All social media accounts in Turkey will now be linked to a government ID number. The global platforms agreed to the system, and it will be implemented after activation with the law by entering parliament, Justice Minister Akın Gürlek said on April 3. Unverified accounts are closed.
“Social media will now be viewed with actual information and personal identity. Let’s motivate the social media companies, we have reached an agreement with them,” Gürlek said. He didn’t specify the companies that signed up.
The plan involves an 11-digit code called TC Kimlik that is assigned to all Turkish citizens at birth and recorded in government databases along with other details such as family information, birth dates, names and biometric information. Ahta Gürlek described anonymous accounts as “disinformation engines and harassers. In the event that someone insults others or engages in a smear campaign on the Internet, the consequences must be felt,” he said.
The official explanation is notwithstanding Turkish history. IP addresses and Internet access logs have already enabled authorities to track back to anonymous users, cybersecurity experts have noted. The government does not want your national ID with each post. It requires you to be aware of it.
Since 2007, Turkey has blocked more than 1.26 million websites. During 2024, about 17,000 X accounts, 75,000 posts and tens of thousands of items were restricted across its platforms of YouTube, Facebook, and Instagram.
Brief street interviews, conducted by citizens with independent media, have been detained after they are shared online. Street interviews by citizens with independent media have been detained after their clips are circulated online. The Penal Code includes a provision that sends up to three years in jail for the dissemination of information that is deemed misleading; prison time is heavier for anonymous posts, up to five years. Turkish citizens had the ability to express their political opinions anonymously, in one of the few remaining places.
The regulation also only affects Turkey. There is no verification of foreign-operated accounts, which means that disinformation networks with offshore resources continue to operate anonymously, whereas those run by regular Turkish users are not.
Korea, a country with a population of nearly 40 million, implemented a close-to-identical system in 2007. In 2012, the Constitutional Court declared it unconstitutional due to the absence of any significant decrease in harmful content, and the real-name databases were the targets of massive breaches, impacting 35 million citizens. Users just transferred themselves to other platforms.
The same problems exist in Turkey, but with one difference: the courts have gone in a different direction, enforcing laws against online speech.
Gaurang “Gurlek” Gurung, an activist at the TIB, labelled social media as “definitely not a space for freedom.” The system he’s creating shows it.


Each line of the records that includes "Schedule" should be found and copied.

Data section start

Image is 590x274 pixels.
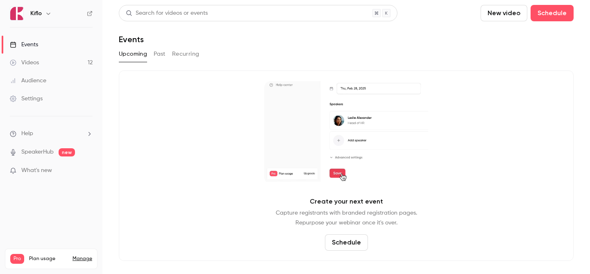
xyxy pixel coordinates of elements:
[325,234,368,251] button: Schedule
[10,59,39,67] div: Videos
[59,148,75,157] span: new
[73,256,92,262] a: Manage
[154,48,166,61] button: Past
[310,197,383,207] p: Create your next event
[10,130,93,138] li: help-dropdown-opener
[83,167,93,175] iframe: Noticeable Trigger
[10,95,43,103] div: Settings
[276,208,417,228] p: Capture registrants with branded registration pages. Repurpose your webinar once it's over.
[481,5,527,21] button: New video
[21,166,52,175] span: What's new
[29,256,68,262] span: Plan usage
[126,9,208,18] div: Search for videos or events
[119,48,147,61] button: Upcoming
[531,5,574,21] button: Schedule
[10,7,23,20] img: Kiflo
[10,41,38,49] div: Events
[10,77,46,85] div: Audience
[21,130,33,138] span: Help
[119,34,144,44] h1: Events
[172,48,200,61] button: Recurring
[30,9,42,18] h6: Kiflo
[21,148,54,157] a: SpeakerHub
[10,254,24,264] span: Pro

Data section end

Answer section ->
[325,234,368,251] button: Schedule
[531,5,574,21] button: Schedule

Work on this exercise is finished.